The Adelaide Writers Festival
Juliet Moses writes at Quillette:
The furore surrounding the storied Adelaide Writers Festival, the longest-running and largest literary festival in Australia and one that receives significant taxpayer funding, has made international headlines. Our drama ostensibly begins when the Festival’s board disinvites Dr Randa Abdel-Fattah, an Australian writer with Palestinian heritage.
Its climax sees a cultural stampede of 180 writers escaping the inferno of ignominy engulfing the Festival, before its smouldering wreckage collapses. Well-known names elbowing their way through the flames include Zadie Smith, Trent Dalton, Roisín O’Donnell and perhaps most high-profile of all, New Zealand’s former Prime Minister Dame Jacinda Ardern, who was to be promoting her memoir A Different Kind of Power.
So who is Randa Abdel-Fattah?
While Abdel-Fattah has been an activist for some time (in 2021 she spoke on a panel with Hamas’s “head of international relations”), she has earned notoriety since 7 October 2023. She has repeatedly glorified that day’s Hamas-led invasion of southern Israel, while simultaneously denying its mass sexual violence. The next day she changed her Facebook banner to a paraglider (of the sort that was utilised by Hamas in the attack on the Nova music festival, at which 378 mostly young partygoers were slaughtered); and has said the attack gave her a glimmer of hope. On the day itself she mocked terrified young people fleeing the Nova festival and wrote about “all the Zionists staying up tonight hammering out… coloniser cries victim op eds.” There is footage of her teaching young children chants of “intifada”—no doubt inspired by UNRWA schools’ pedagogy that it is never too early to indoctrinate children into eliminationist hatred. She explicitly hopes for the eradication of the “murderous Zionist colony” and that “every last Zionist” will “never know a second’s peace.”
So you can see why organisers may have felt that having her speak just a few weeks about Jews were slaughter at Bondi Beach was a bad idea. Someone who celebrates the slaughter of Jewish civilians in Israel is part of the problem, not the solution.
Now you may make the case that on free speech grounds she should not have been disinvited (which I tend to agree with). You could argue that it is important to have a wide variety of views at such festivals. Well the problem there is Abdel-Fattah herself has tried to cancel numerous other people:
Abdel-Fattah has previously stated that “Zionists” should be made to feel culturally unsafe, and, fair dinkum, took part in the doxxing of 600 Jewish Australian academics and creatives on a Whatsapp group. She campaigned to have Thomas Friedman, a Jewish Pulitzer Prize-winning New York Times columnist (and strident critic of Israel’s current government), removed from the Festival’s 2024 slate. (He says he was subsequently mysteriously cancelled over “timing.”) She also campaigned to have Deborah Conway, a renowned Jewish Australian singer-songwriter, deplatformed from a Perth festival, and led a boycott of a 2022 Sydney arts festival after it received $20,000 in funding from the Israeli embassy for presenting a dancework created by an Israeli choreographer. And she signed a petition to ban Ayaan Hirsi Ali, a Somali-born ex-Muslim activist against Islamism, from touring Australia.
So basically the view of the Adelaide Writers Festival now is that it is hideous to not invite a speaker who has celebrated the slaughter of Israeli civilians, but its is repugnant to have Pulitzer Prize winning journalists who are Jewish speak.
One of the critics of Abdel-Fattah participating has been South Australian Premier Peter Malinauskas who said:
Mr Malinauskas at a press conference last week in which he asked reporters to imagine if a “far-right Zionist walked into a Sydney mosque and murdered 15 people”.
“Can you imagine that as premier of this state I would actively support a far-right Zionist going to Writers’ Week and speaking hateful rhetoric towards Islamic people?” he said.
“Of course I wouldn’t but the reverse has happened in this instance and I’m not going to support that either and I think that’s a reasonable position for me to have. It’s a view that I believe.”
Abdel-Fattah is now threatening the Premier with defamation. I sincerely hope she proceeds, as the court case would be wonderful.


Exercise prompt:
From the listing below, copy each line that contains the word "this".

[Exercise materials — start]

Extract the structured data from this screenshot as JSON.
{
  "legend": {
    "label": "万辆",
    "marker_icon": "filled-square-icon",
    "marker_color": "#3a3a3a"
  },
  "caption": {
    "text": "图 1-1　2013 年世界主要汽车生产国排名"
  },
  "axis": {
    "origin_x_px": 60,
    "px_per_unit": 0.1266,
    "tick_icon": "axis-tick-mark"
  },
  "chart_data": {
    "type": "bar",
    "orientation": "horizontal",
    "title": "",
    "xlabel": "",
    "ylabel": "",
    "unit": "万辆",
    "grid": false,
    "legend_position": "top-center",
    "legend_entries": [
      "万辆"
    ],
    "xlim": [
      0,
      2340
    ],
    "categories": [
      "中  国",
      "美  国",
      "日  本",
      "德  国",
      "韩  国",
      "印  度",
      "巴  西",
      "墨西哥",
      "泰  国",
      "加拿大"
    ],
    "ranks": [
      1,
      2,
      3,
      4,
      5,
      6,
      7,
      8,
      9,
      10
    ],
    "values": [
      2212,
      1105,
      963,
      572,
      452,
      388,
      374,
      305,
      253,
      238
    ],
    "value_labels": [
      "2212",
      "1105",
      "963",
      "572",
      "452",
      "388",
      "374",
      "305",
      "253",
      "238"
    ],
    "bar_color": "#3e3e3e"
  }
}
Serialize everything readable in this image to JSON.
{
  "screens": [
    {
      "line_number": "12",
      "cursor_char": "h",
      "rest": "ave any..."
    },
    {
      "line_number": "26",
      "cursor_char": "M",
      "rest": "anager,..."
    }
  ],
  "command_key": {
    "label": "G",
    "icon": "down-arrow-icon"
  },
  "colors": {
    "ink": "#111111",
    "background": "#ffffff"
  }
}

[Exercise materials — finish]
[Exercise materials — start]

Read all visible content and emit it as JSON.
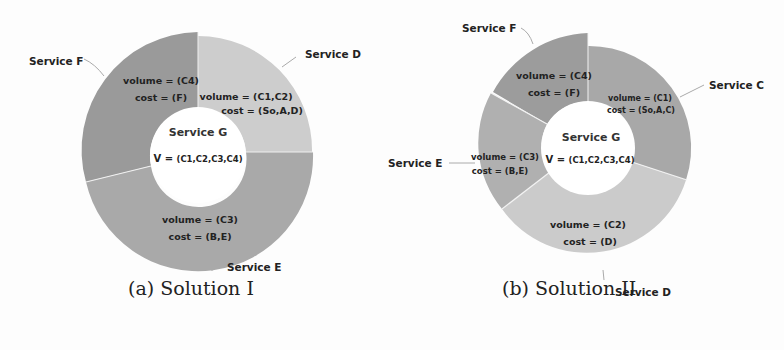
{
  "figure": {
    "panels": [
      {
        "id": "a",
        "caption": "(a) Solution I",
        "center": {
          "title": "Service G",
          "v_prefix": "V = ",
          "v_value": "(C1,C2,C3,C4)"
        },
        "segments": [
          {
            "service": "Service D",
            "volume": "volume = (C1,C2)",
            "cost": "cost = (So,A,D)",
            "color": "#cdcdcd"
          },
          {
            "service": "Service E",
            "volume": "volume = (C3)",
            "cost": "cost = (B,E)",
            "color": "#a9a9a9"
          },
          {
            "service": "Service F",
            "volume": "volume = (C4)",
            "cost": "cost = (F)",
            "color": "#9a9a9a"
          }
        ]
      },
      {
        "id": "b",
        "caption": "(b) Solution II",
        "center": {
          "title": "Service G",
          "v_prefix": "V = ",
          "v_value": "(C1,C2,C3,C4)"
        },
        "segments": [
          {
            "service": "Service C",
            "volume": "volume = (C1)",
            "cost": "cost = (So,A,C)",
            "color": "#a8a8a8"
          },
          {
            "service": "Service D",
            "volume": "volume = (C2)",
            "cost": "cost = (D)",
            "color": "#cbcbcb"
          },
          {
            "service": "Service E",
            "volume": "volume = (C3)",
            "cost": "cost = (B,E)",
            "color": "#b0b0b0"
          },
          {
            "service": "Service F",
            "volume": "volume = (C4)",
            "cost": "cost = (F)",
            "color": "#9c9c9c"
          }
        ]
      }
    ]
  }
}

[Exercise materials — finish]
[Exercise materials — start]

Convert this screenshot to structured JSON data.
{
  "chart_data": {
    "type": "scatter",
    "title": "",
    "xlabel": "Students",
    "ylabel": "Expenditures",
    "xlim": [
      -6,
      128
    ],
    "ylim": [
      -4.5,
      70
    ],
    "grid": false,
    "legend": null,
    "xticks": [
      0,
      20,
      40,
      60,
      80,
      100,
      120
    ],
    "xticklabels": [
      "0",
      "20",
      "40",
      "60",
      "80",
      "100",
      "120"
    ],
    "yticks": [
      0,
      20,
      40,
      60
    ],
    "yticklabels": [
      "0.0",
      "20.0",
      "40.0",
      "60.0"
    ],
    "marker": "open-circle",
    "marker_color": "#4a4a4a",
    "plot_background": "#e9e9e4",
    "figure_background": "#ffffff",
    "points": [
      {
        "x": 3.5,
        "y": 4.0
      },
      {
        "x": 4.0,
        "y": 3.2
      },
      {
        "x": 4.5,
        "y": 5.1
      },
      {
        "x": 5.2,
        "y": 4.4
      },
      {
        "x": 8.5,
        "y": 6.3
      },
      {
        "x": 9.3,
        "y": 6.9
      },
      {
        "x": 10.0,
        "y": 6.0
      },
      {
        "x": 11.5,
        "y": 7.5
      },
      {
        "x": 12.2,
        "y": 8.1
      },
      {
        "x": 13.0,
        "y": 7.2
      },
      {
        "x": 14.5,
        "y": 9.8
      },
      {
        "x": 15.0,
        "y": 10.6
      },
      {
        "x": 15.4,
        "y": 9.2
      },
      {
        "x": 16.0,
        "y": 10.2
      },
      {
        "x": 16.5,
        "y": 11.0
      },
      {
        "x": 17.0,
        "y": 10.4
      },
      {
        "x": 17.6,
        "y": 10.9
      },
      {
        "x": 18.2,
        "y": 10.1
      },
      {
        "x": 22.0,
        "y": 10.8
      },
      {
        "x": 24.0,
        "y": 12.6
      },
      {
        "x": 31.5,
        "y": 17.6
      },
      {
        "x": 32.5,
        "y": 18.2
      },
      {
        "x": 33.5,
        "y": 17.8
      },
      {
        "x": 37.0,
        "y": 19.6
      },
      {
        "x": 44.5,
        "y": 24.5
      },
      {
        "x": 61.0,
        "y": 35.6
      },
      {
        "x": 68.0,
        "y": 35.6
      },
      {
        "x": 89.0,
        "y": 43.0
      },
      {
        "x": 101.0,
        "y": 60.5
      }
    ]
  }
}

[Exercise materials — finish]

Expected answer:
Extract the structured data from this screenshot as JSON.
Serialize everything readable in this image to JSON.
Convert this screenshot to structured JSON data.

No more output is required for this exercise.